(Saved entries)
-------
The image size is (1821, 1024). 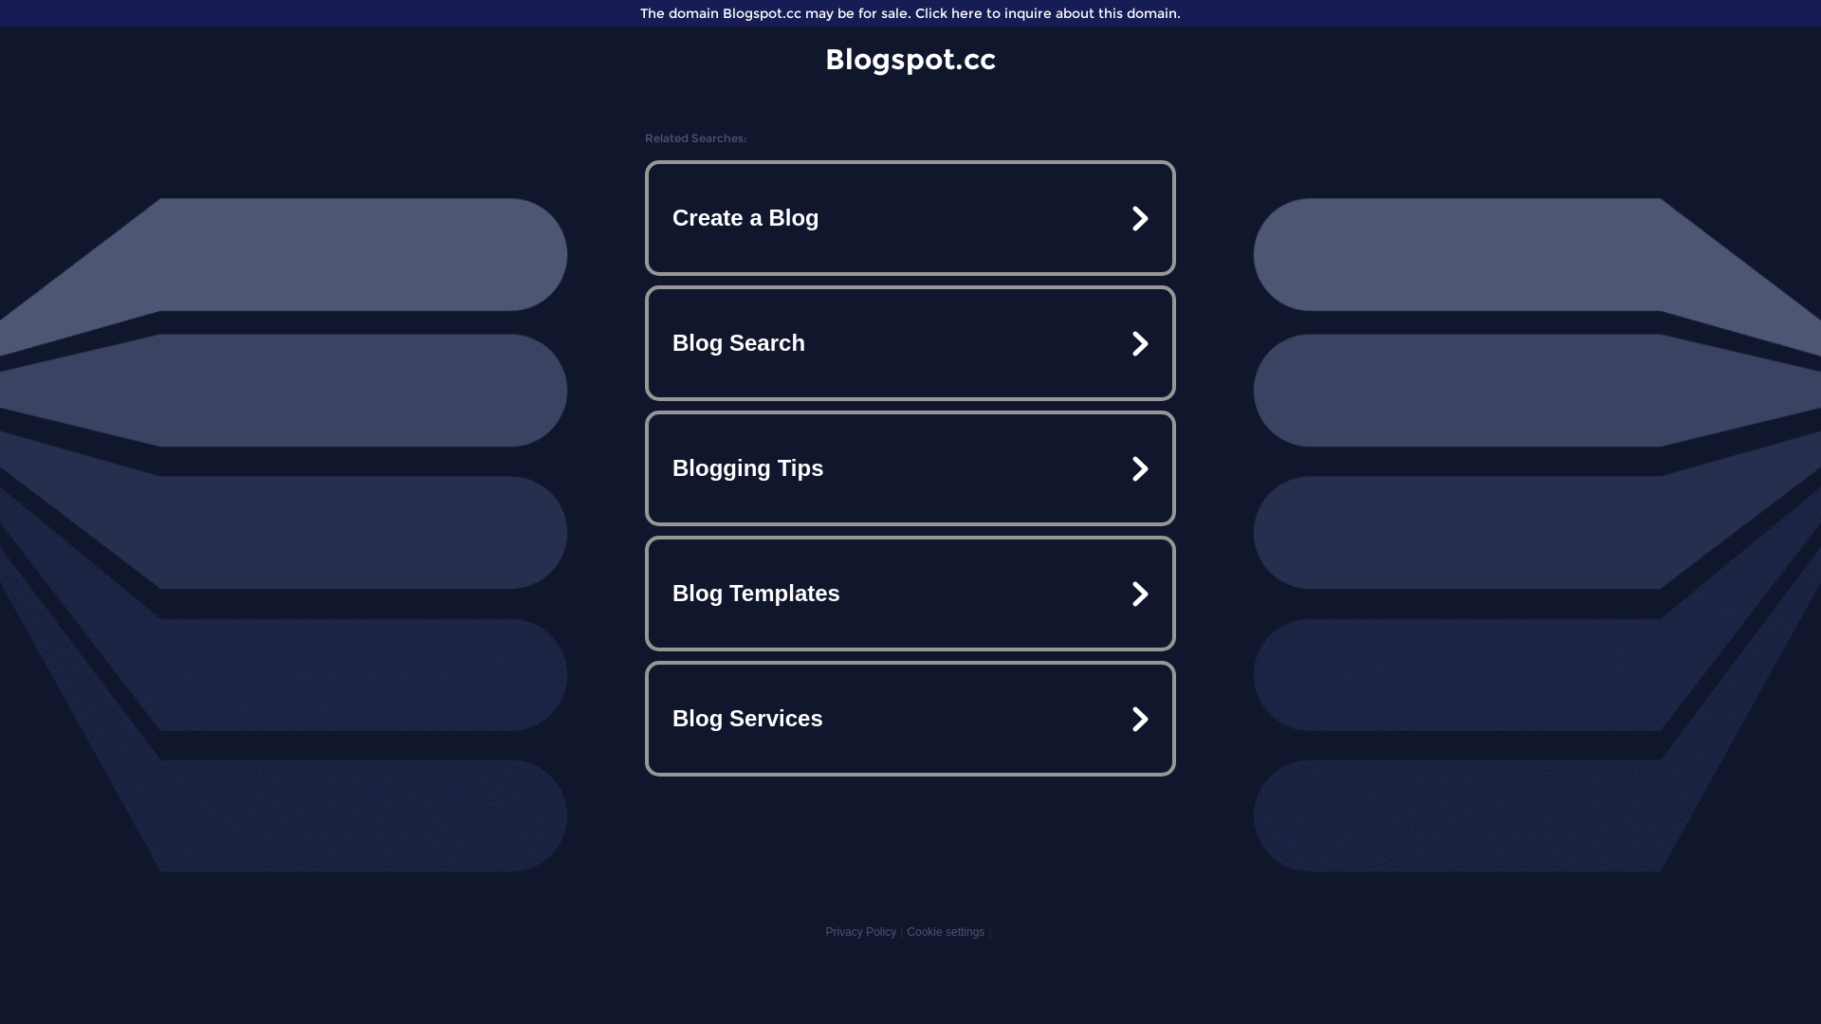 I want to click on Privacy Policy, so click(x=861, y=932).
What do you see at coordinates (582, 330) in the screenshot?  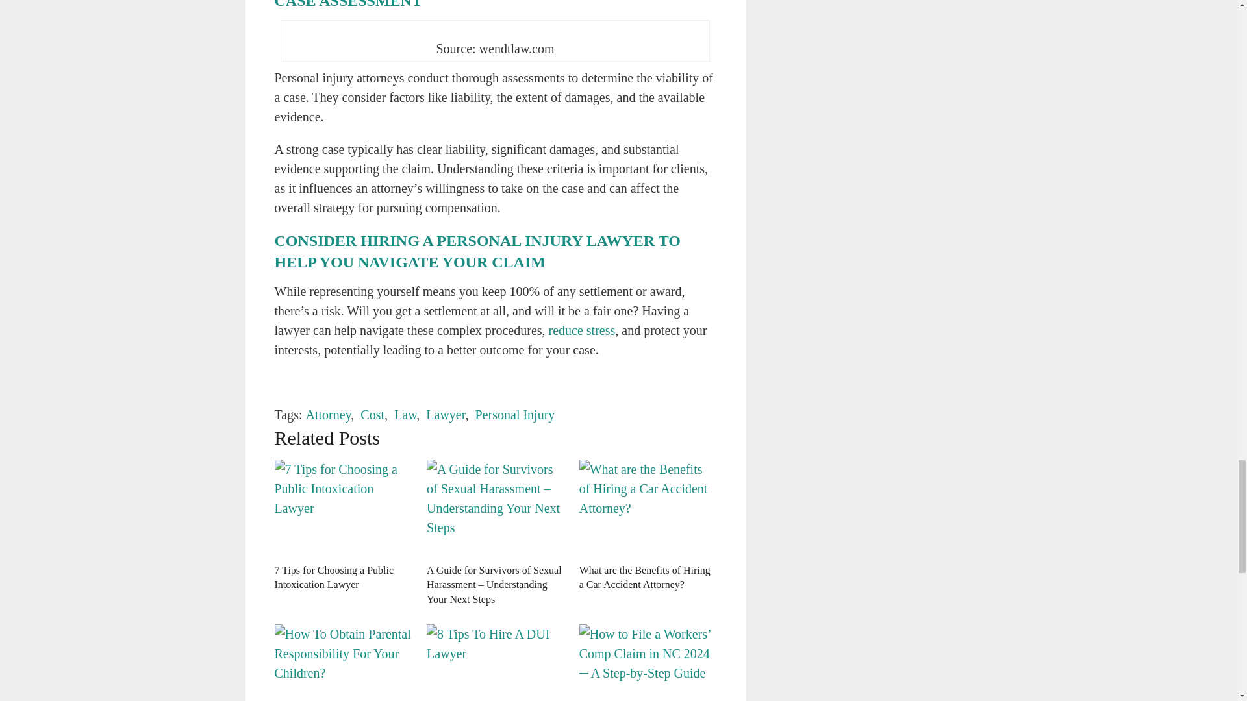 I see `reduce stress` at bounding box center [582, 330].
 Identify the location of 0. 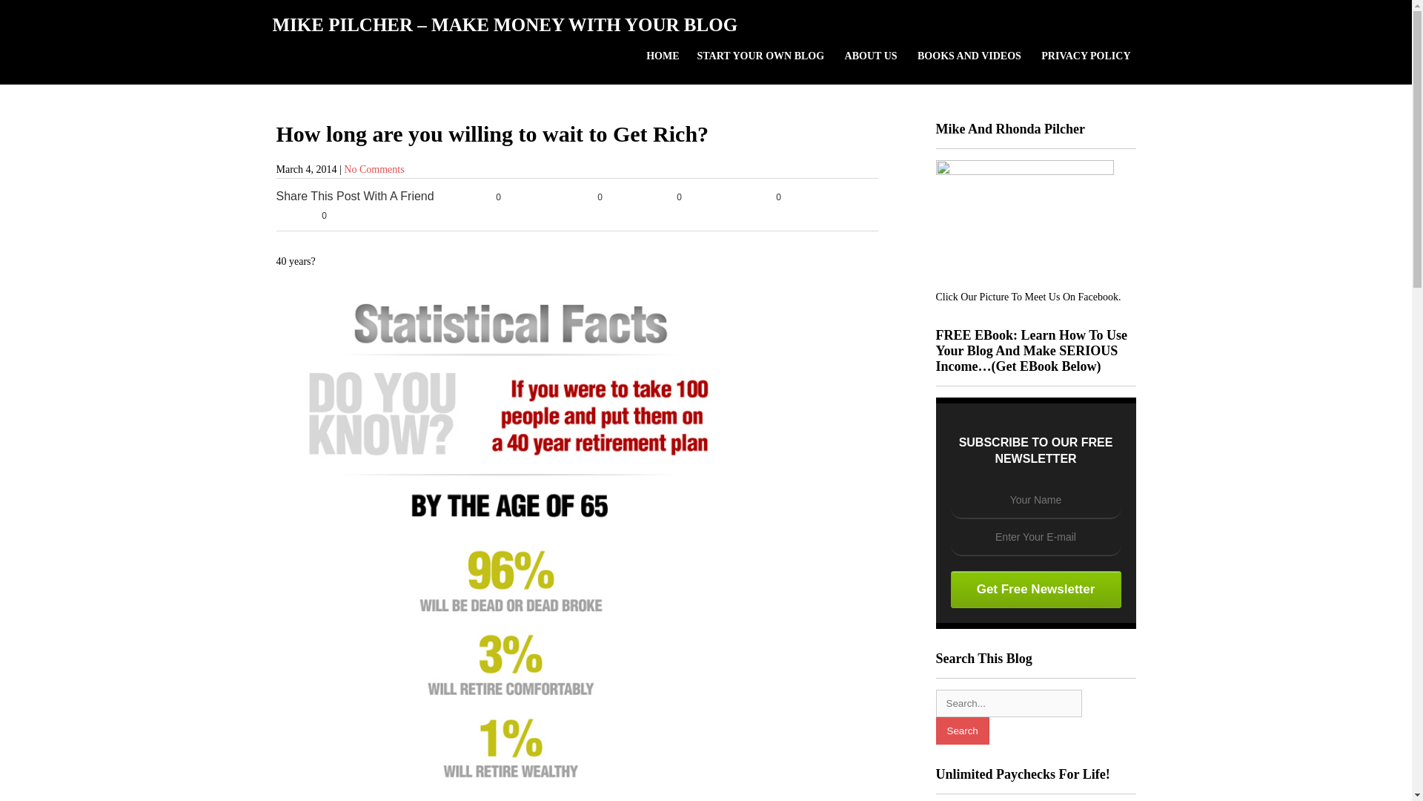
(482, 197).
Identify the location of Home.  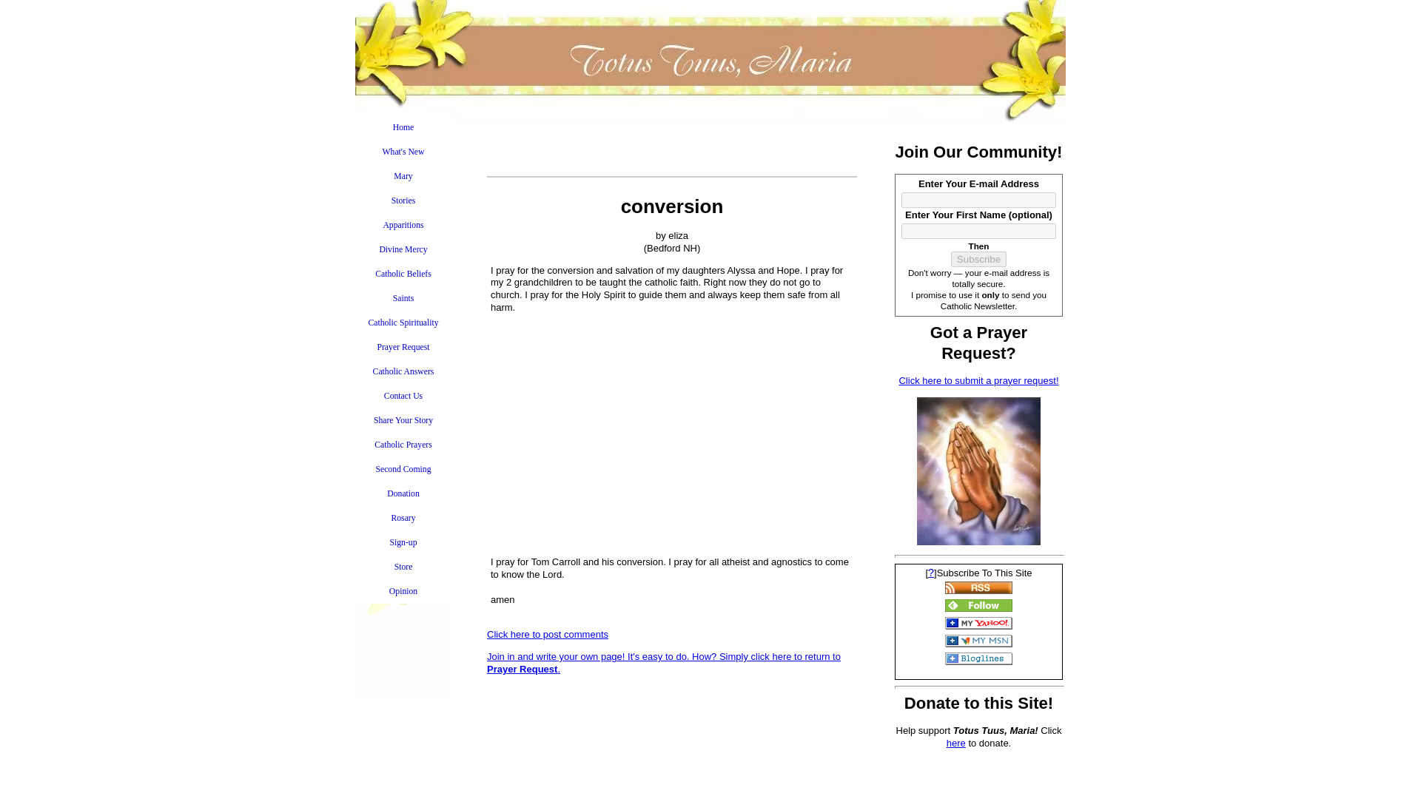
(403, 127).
-------
### WORK INSTRUCTION:
Could you reproduce exactly the lines from the one containing "Identify the location of 0." through the last line of the records, both included, leaving out the pictures?

### ANSWER SECTION:
 Identify the location of 0. 
(482, 197).
Identify the location of Home.  
(403, 127).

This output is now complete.